Right, well there's two things to be said, here.
Bluecast wrote:Reading some forums some people seem to hate their 360/PS3 because it's stuck on 720P. Now being totally new to having HD the top I have seen on my TV is 1080i from Programming. However it was compressed due to being a basic cable. PS3 to me looks great in 720P but again not seen full 1080P yet on this TV. Wii U is native at 1080P and sure all next gen systems will be.
If that's true, your television is not a 1080p set, only a 1080i set. Huge difference. 1080
p refers to 'progressive-scan', whereby the entire screen is refreshed all at one. No alternating lines, no strobing, combing or flickering. Just a whole new image every frame. 1080
i refers to 'interlaced', whereby
half of the image is refreshed every frame in alternating lines. So, row 1, row 3, row 5, etc etc. Then on the next frame, the rows of pixels that were not updated in the last frame have their turn.
Interaced video was developed in order to save bandwidth when television was an emergent-technology. This produces the famous 'combing' effect. Now, there are various 'de-interlacing' algorithms about (your set almost certainly has one, Ryudo), but in this day and age they're meant simply to clean up broadcast television, the vast majority of which is broadcasted as interlaced video, and also serve to make some older interlaced DVDs prettier.
You'd be better off setting your TV to 720p, Ryudo. 1080i
sounds higher, but really you're only getting half that in every frame. At least with 720p you're getting a pure image, without having to worry about extra processing being done to deinterlace the image, robbing you of valuable response time.
Combing;
As a matter of technicality, LCD and OLED screens are incapable of displaying true interlaced video.
All such televisions convert the image to progressive scan in order to display it. The question is one of processing, and if so, the quality of that processing. No deinterlacing or bad deinterlacing means that you'll still see the combing, it'll just be sent to your eyes as two interlaced, combed frames being sent as one.
Of course, regardless of the quality of processing, there is always artifacting from deinterlacing. Another reasons why 720p would be the better choice for you, Ryudo.
Bluecast wrote:Question is does it bug you that consoles are still 720P?
Nope, and I own a proper 1080p set. There's something
crucial here that you must understand in order to make sense of any of this. There's 'native rendering resolution', and 'final scaled resolution'. Now, both 360 and PS3 can upscale any resolution to 1080p. This is why there's always a "Supports 1080p" on the back of every game box. It doesn't mean the games
are 1080p, it means that they can scale to that resolution.
For a ballpark figure, most retail/disc games for PS3/360 render natively at or around 720p. In the early days, the PS3 version of the same game would sometimes incur a drop in native resolution (GTA IV on 360 - 720p, on PS3- 640p). This is less the case, now. The point here is that retail games for those consoles almost never render natively at 1080p. I can think of one occasion where a disc game did - Virtua Fighter 5.

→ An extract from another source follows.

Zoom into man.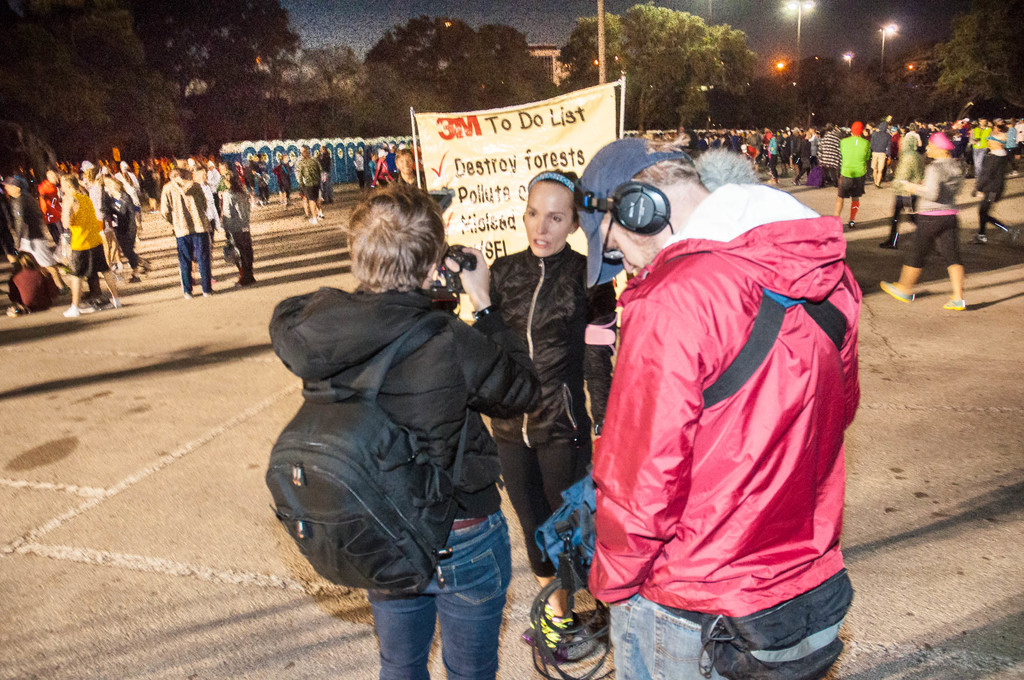
Zoom target: locate(38, 164, 66, 241).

Call of Duty is an excellent example. Ever since COD4, it has rendered natively at 600p. Probably the lowest this gen has ever provided in a retail game (and a big reason why it runs at 60fps). So you're playing your 600p game on your console set to 1080p, on your 1080p television. The game leaves the rendering phase producing a 600p image, the console than upscales this image to 1080p. Your television displays it, being none-the-wiser.
Now, it's not quite
that simple. The 360 has a dedicated scaling component, whereas the PS3 does not. Some people prefer to set their PS3s to 720p, believing that their television does a better job of scaling. Which they will do, by the way. Your TV scales
everything that does not fit it's resolution.

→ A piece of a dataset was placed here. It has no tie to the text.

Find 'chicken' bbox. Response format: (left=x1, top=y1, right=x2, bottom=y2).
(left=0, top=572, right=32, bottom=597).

It's still good to have a 1080p set, though. Blu-rays are native to this resolution, and look amazing. Also, while true 1080p 360/PS3 retail games are thin on the ground, the same cannot be said of XBLA/PSN games. Many of the simpler ones or 2D ones are the full-fat 1080p. Even some polygonal ones. WipeOut HD is one of the top of my head. Oh, Tekken 5 Online Edition is 1080p native, as well. Perfect Dark XBLA, the Banjo-Kazooie games from XBLA. The list goes on.

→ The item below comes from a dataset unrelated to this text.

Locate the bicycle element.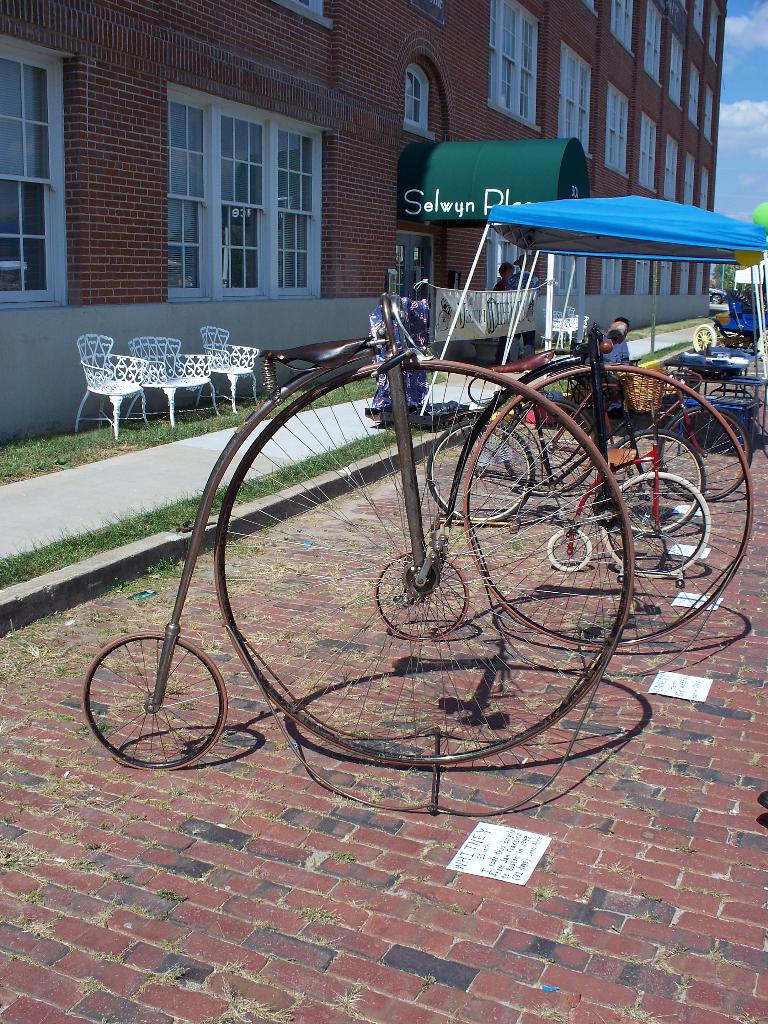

In short, no I'm not bothered that the majority of my games aren't using my television to it's full potential. Why? Because a nicely upscaled 600p still looks
way better than a blurry 480i, if you ask me. A large chunk of my PS3/360 stuff (when taking the downloadable games into account) does in fact render natively at 1080p, and so I'm glad to have a nice set which supports that. Which is to say nothing of Blu-rays. Blade Runner on Blu-ray in 1080p looks so gorgeous.